The next roughly 20 minutes featured most of the great elements of McGuinness-Danielson matches, including innovative mat wrestling and an excellent sequence outside the ring, but avoided any dangerous head shots. As the action climaxed, Danielson had several chances to win with his elbow-to-the-head finisher but passed on them because of his promise not to go after McGuinness' head. Then McGuinness brought an explosion of heat from the crowd by using his head to go after Danielson's recently injured eye (Danielson had suffered a legitimate eye injury a few months earlier, during his feud with Morishima, and had wrestled for a while with an eye patch). With Danielson selling his eye injury, McGuinness drew even more heat by using Danielson's elbow-to-the-head finisher against him to knock him unconscious and force a ref stoppage. This match was McGuinness's first truly great post-concussion match, and showed he would be able to progress his work style to continue his career more safely.

Through the middle months of 2008, ROH ran a pay-per-view storyline where Danielson was chasing McGuinness for a title shot on pay-per-view with McGuinness ducking him. During these months, the two crossed paths a few times in tag matches on DVD shows, and also had a non-title singles match in Tokyo, Japan, in September at Battle of the Best. This match was very good, and featured all the innovative mat work, submission and counters you would expect out of two of the best workers in the world, but was hurt by the Japanese crowd not being into the characters and a flat finish.

The pay-per-view storyline culminated at Rising Above 2008 with what I consider to be Danielson and McGuinness's fourth truly classic match.
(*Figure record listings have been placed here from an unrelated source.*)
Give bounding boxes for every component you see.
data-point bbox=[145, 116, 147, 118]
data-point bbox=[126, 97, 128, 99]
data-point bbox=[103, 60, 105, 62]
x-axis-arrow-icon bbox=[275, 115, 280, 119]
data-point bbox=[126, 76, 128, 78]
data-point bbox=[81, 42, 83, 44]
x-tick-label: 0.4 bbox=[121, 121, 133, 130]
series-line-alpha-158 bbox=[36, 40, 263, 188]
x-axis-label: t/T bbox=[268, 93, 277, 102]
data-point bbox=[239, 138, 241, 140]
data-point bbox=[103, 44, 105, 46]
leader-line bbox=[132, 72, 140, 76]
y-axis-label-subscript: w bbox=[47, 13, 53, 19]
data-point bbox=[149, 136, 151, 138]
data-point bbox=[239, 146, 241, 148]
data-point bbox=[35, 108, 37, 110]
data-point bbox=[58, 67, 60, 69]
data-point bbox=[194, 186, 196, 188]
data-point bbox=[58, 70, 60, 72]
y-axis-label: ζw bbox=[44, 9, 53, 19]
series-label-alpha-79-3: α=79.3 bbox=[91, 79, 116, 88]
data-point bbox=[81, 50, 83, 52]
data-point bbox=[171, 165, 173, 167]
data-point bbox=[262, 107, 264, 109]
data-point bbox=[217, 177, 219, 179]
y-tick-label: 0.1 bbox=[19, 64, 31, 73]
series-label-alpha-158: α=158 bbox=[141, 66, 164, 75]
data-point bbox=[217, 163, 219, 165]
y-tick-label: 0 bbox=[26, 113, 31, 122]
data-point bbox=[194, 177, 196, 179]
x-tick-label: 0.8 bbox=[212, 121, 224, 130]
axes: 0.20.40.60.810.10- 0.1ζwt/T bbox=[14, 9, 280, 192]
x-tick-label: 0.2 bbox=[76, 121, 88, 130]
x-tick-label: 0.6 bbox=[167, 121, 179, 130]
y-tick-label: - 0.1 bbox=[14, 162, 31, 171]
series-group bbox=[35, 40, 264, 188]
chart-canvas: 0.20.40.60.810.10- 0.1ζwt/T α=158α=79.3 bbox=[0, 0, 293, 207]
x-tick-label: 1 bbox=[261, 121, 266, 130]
This match is best enjoyed after viewing their previous matches, because the story in the ring built on those that came before. The great chain wrestling and mat wrestling in the opening sequence recalled their earliest matches back in 2006, they teased a count-out finish that recalled their first match in Cleveland, and the climactic exchange of strikes, submissions and counters recalled their classics at Unified and Driven (without the dangerous head shots). The match was marred slightly by some outside interference, which should not happen in a match that climaxes a feud like this one, but the interference did not figure in the finish so it is forgivable. McGuinness won clean, in what was perhaps the defining match of his ROH World Title reign.

The Essential Danielson vs McGuinness

Tonight's match in New York City will be the tenth and final one-on-one match between Danielson and McGuinness in ROH. Of the nine that have gone before, the five essential matches that every wrestling fan should see are:

- Their first match, Weekend of Champions Night 2 in Cleveland
- The title unification match, Unified in Liverpool
- The number one contender's match on the Driven pay-per-view
- The 6th Anniversary Show match, and
- The pay-per-view feud blow off at Rising Above 2008

The last four are all-time classics, and the first match is a notch below but important to set the table for the others. Hopefully Danielson and McGuinness will add a fifth all-time classic to their amazing resume of matches when they meet for the last time in ROH tonight.

PWTorch VIP members have first-look access to all of Torch ROH specialist Mike DeRosenroll's ROH-related blogs in the VIP Forum. His blogs are posted under the M2_Jay screenname. DeRosenroll also reviews ROH TV on HDNet every Monday night.